President & Portfolio Manager at Lorne Steinberg Wealth Management Inc
Member since: Jan '11 · 1608 Opinions
Almost surprising that equity markets have held up this well with rates going up and all that's happening in the background. Everybody's focused on the Fed and interest rates. We heard from the BOC today.
The market's been pretty narrow on the upside with large-cap technology and communications stocks carrying the day. Interest-rate sensitives like consumer, utilities, and banks have lagged, and they can offer some value.
Embracing banks. If you wait until everything starts looking good again, the stocks will already have moved. Great dividend yields, so even if stocks don't go up for a while, you're still getting a decent return. The dividend's giving you so much advantage, you don't need much to go right with these stocks for the next number of years.
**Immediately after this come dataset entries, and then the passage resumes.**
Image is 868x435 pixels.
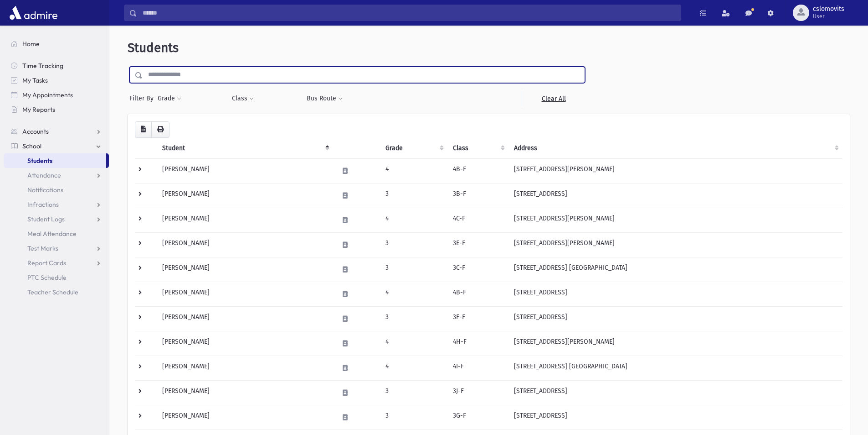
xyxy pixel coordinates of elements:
[509,282,843,306] td: [STREET_ADDRESS]
[128,40,179,55] span: Students
[27,244,58,252] span: Test Marks
[4,102,109,117] a: My Reports
[380,137,448,159] th: Grade: activate to sort column ascending
[448,208,509,232] td: 4C-F
[157,137,333,159] th: Student: activate to sort column descending
[509,137,843,159] th: Address: activate to sort column ascending
[157,405,333,429] td: [PERSON_NAME]
[509,355,843,380] td: [STREET_ADDRESS] [GEOGRAPHIC_DATA]
[448,159,509,183] td: 4B-F
[23,142,42,150] span: School
[157,91,182,106] button: Grade
[448,183,509,208] td: 3B-F
[380,355,448,380] td: 4
[448,232,509,257] td: 3E-F
[380,306,448,331] td: 3
[509,331,843,355] td: [STREET_ADDRESS][PERSON_NAME]
[380,159,448,183] td: 4
[27,273,66,282] span: PTC Schedule
[157,306,333,331] td: [PERSON_NAME]
[4,124,109,139] a: Accounts
[135,122,152,137] button: CSV
[157,232,333,257] td: [PERSON_NAME]
[509,183,843,208] td: [STREET_ADDRESS]
[4,88,109,102] a: My Appointments
[4,183,109,197] a: Notifications
[151,122,170,137] button: Print
[23,62,63,69] span: Time Tracking
[4,36,109,51] a: Home
[448,257,509,282] td: 3C-F
[4,153,106,168] a: Students
[509,257,843,282] td: [STREET_ADDRESS] [GEOGRAPHIC_DATA]
[448,355,509,380] td: 4I-F
[509,208,843,232] td: [STREET_ADDRESS][PERSON_NAME]
[23,40,40,48] span: Home
[157,282,333,306] td: [PERSON_NAME]
[380,257,448,282] td: 3
[137,5,681,21] input: Search
[157,380,333,405] td: [PERSON_NAME]
[380,282,448,306] td: 4
[813,5,845,13] span: cslomovits
[157,208,333,232] td: [PERSON_NAME]
[157,257,333,282] td: [PERSON_NAME]
[27,156,52,165] span: Students
[448,282,509,306] td: 4B-F
[27,288,78,296] span: Teacher Schedule
[4,58,109,73] a: Time Tracking
[157,183,333,208] td: [PERSON_NAME]
[23,91,73,99] span: My Appointments
[522,91,585,106] a: Clear All
[448,306,509,331] td: 3F-F
[380,405,448,429] td: 3
[27,214,65,223] span: Student Logs
[509,306,843,331] td: [STREET_ADDRESS]
[23,127,49,135] span: Accounts
[8,4,60,22] img: AdmirePro
[4,285,109,299] a: Teacher Schedule
[27,258,66,267] span: Report Cards
[157,331,333,355] td: [PERSON_NAME]
[380,232,448,257] td: 3
[23,76,48,85] span: My Tasks
[4,211,109,227] a: Student Logs
[448,380,509,405] td: 3J-F
[380,331,448,355] td: 4
[27,171,61,179] span: Attendance
[27,200,59,208] span: Infractions
[27,186,63,194] span: Notifications
[813,13,845,20] span: User
[448,137,509,159] th: Class: activate to sort column ascending
[4,241,109,255] a: Test Marks
[232,91,254,106] button: Class
[157,355,333,380] td: [PERSON_NAME]
[4,168,109,183] a: Attendance
[509,405,843,429] td: [STREET_ADDRESS]
[448,405,509,429] td: 3G-F
[4,73,109,88] a: My Tasks
[4,270,109,285] a: PTC Schedule
[23,105,55,113] span: My Reports
[4,139,109,153] a: School
[4,255,109,270] a: Report Cards
[4,197,109,211] a: Infractions
[509,159,843,183] td: [STREET_ADDRESS][PERSON_NAME]
[380,380,448,405] td: 3
[157,159,333,183] td: [PERSON_NAME]
[130,94,157,103] span: Filter By
[380,208,448,232] td: 4
[4,227,109,241] a: Meal Attendance
[380,183,448,208] td: 3
[509,380,843,405] td: [STREET_ADDRESS]
[306,91,343,106] button: Bus Route
[448,331,509,355] td: 4H-F
[509,232,843,257] td: [STREET_ADDRESS][PERSON_NAME]
[27,230,76,238] span: Meal Attendance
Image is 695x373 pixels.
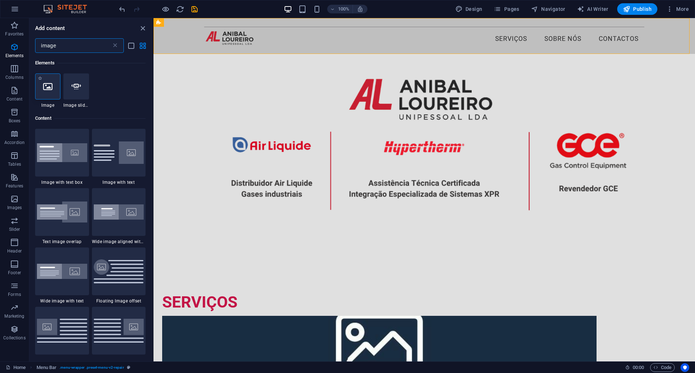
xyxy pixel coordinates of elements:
[35,129,89,185] div: Image with text box
[491,3,522,15] button: Pages
[35,24,65,33] h6: Add content
[638,365,639,370] span: :
[161,5,170,13] button: Click here to leave preview mode and continue editing
[357,6,364,12] i: On resize automatically adjust zoom level to fit chosen device.
[531,5,566,13] span: Navigator
[63,74,89,108] div: Image slider
[59,364,124,372] span: . menu-wrapper .preset-menu-v2-repair
[7,248,22,254] p: Header
[453,3,486,15] button: Design
[94,142,144,164] img: text-with-image-v4.svg
[138,41,147,50] button: grid-view
[8,270,21,276] p: Footer
[327,5,353,13] button: 100%
[9,118,21,124] p: Boxes
[666,5,689,13] span: More
[8,161,21,167] p: Tables
[37,202,87,223] img: text-image-overlap.svg
[35,248,89,304] div: Wide image with text
[8,292,21,298] p: Forms
[37,364,57,372] span: Click to select. Double-click to edit
[6,183,23,189] p: Features
[3,335,25,341] p: Collections
[92,239,146,245] span: Wide image aligned with text
[176,5,184,13] button: reload
[9,227,20,232] p: Slider
[35,298,89,304] span: Wide image with text
[94,260,144,284] img: floating-image-offset.svg
[94,205,144,220] img: wide-image-with-text-aligned.svg
[4,140,25,146] p: Accordion
[35,239,89,245] span: Text image overlap
[92,248,146,304] div: Floating Image offset
[338,5,350,13] h6: 100%
[94,319,144,343] img: floating-image-right.svg
[35,102,60,108] span: Image
[663,3,692,15] button: More
[650,364,675,372] button: Code
[35,74,60,108] div: Image
[5,75,24,80] p: Columns
[190,5,199,13] i: Save (Ctrl+S)
[138,24,147,33] button: close panel
[623,5,652,13] span: Publish
[35,38,112,53] input: Search
[4,314,24,319] p: Marketing
[63,102,89,108] span: Image slider
[528,3,568,15] button: Navigator
[127,41,135,50] button: list-view
[681,364,689,372] button: Usercentrics
[35,180,89,185] span: Image with text box
[6,364,26,372] a: Click to cancel selection. Double-click to open Pages
[494,5,519,13] span: Pages
[92,180,146,185] span: Image with text
[625,364,645,372] h6: Session time
[633,364,644,372] span: 00 00
[42,5,96,13] img: Editor Logo
[118,5,126,13] i: Undo: Delete elements (Ctrl+Z)
[456,5,483,13] span: Design
[617,3,658,15] button: Publish
[5,53,24,59] p: Elements
[577,5,609,13] span: AI Writer
[92,298,146,304] span: Floating Image offset
[92,188,146,245] div: Wide image aligned with text
[35,59,146,67] h6: Elements
[7,205,22,211] p: Images
[37,319,87,343] img: floating-image.svg
[574,3,612,15] button: AI Writer
[453,3,486,15] div: Design (Ctrl+Alt+Y)
[38,76,42,80] span: Add to favorites
[7,96,22,102] p: Content
[35,114,146,123] h6: Content
[654,364,672,372] span: Code
[37,264,87,279] img: wide-image-with-text.svg
[176,5,184,13] i: Reload page
[5,31,24,37] p: Favorites
[127,366,130,370] i: This element is a customizable preset
[37,364,130,372] nav: breadcrumb
[37,143,87,163] img: image-with-text-box.svg
[35,188,89,245] div: Text image overlap
[92,129,146,185] div: Image with text
[190,5,199,13] button: save
[118,5,126,13] button: undo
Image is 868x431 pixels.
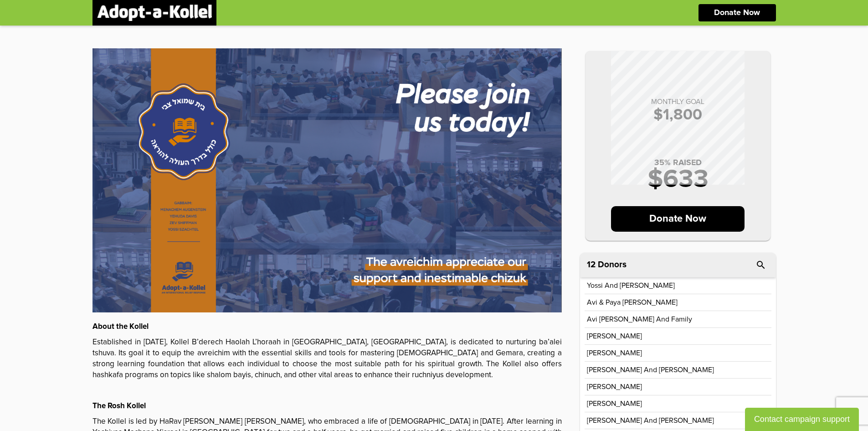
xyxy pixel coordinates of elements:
[587,366,714,373] p: [PERSON_NAME] and [PERSON_NAME]
[587,282,675,289] p: Yossi and [PERSON_NAME]
[611,206,745,232] p: Donate Now
[587,260,596,269] span: 12
[97,4,211,21] img: logonobg.png
[595,98,761,105] p: MONTHLY GOAL
[587,399,642,407] p: [PERSON_NAME]
[93,337,562,381] p: Established in [DATE], Kollel B’derech Haolah L’horaah in [GEOGRAPHIC_DATA], [GEOGRAPHIC_DATA], i...
[93,323,149,331] strong: About the Kollel
[597,260,627,269] p: Donors
[587,383,642,390] p: [PERSON_NAME]
[587,316,692,323] p: Avi [PERSON_NAME] and Family
[93,48,562,312] img: lNFJI31BgA.bseUjMn0dG.jpg
[714,9,760,17] p: Donate Now
[587,417,714,424] p: [PERSON_NAME] and [PERSON_NAME]
[587,299,678,306] p: Avi & Paya [PERSON_NAME]
[745,407,859,431] button: Contact campaign support
[587,332,642,339] p: [PERSON_NAME]
[93,402,145,410] strong: The Rosh Kollel
[595,108,761,123] p: $
[755,259,767,271] i: search
[587,349,642,356] p: [PERSON_NAME]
Always a concern when companies crank up the debt, and using debt to continue to pay dividends. Does have cashflow, but it's leveraged and more so than peers. He'd be happier if it reduced debt. Yield is 7.8%, don't be seduced.
The takeover deal will go through. Nothing left in the stock. You wouldn't buy it to make a tiny, minimal percentage.
Not very attractive as a bank, otherwise it would have been snapped up. Hasn't invested in IT, not efficient, no scale. Not sure of a sale. Very interesting asset in the US, an inventory finance company. It's possible someone in the US will buy that part, while someone in Canada buys the banking part.
Spectacularly well run. Only thing holding him back is the price, has to justify how he's going to get a good return. Hefty valuation, probably well deserved. He'd be interested at least 20% cheaper than today.
At the current dividend yield, you'll have a pretty good return even if the stock never goes up. An opportunity for a traditional widow(er)/orphan stock. Earnings are soft, cutting costs, CRTC focused on more competition. Hard to go wrong at this level.
Dividend's not as high as ENB, but neither is the leverage. Suffered as interest rates have gone up, but interest rates have peaked and should come down somewhat sometime next year. Hefty dividend of 7.7%.
Very low price to tangible book, and a really cheap 10x earnings. Stumbled in the consumer area, cleaning that up. Tremendous free cashflow, buying back shares, dividend increases will be ongoing.
Big pharmas are all under pressure, growth is hard to come by and so they're cost-cutting. All have lots of free cashflow and reasonable dividend yields. He prefers JNJ.
Banks have performed poorly this year. Great dividend yield. Fears of recession are real, but won't be hurt too badly in mortgage market. Not expecting a big increase in non-performing loans. Loan books are in great shape, as regulations result in bigger risks shifting to non-bank lenders.
6% or so dividend yield. Earnings are soft. CRTC is determined to find a way to keep prices lower, a politically popular strategy. Still, these companies have an oligopoly. If they make less in one area, they'll increase earnings in another. All in cost-cutting mode.
Almost 70% of revenue comes from US, less than 15% from Canada, the rest from Europe. Master acquirer and they execute extremely well. Quiet, not flashy, management. Not much of a yield, but free cashflow used to buy back shares and do M&As. Even after the runup, he'd buy.
In a good space. Bought good Credit Suisse assets for a song. Prefers large US investment banks like GS and MS, better upside. Yield of 2.1%.
Poised to have double-digit revenue growth each year for the next 3 years. Jeff Bezos stepping away has been a positive. Purchases like that of Whole Foods likely in the past. Focused on where they can leverage their scale, and it will finally become more of an earnings stock.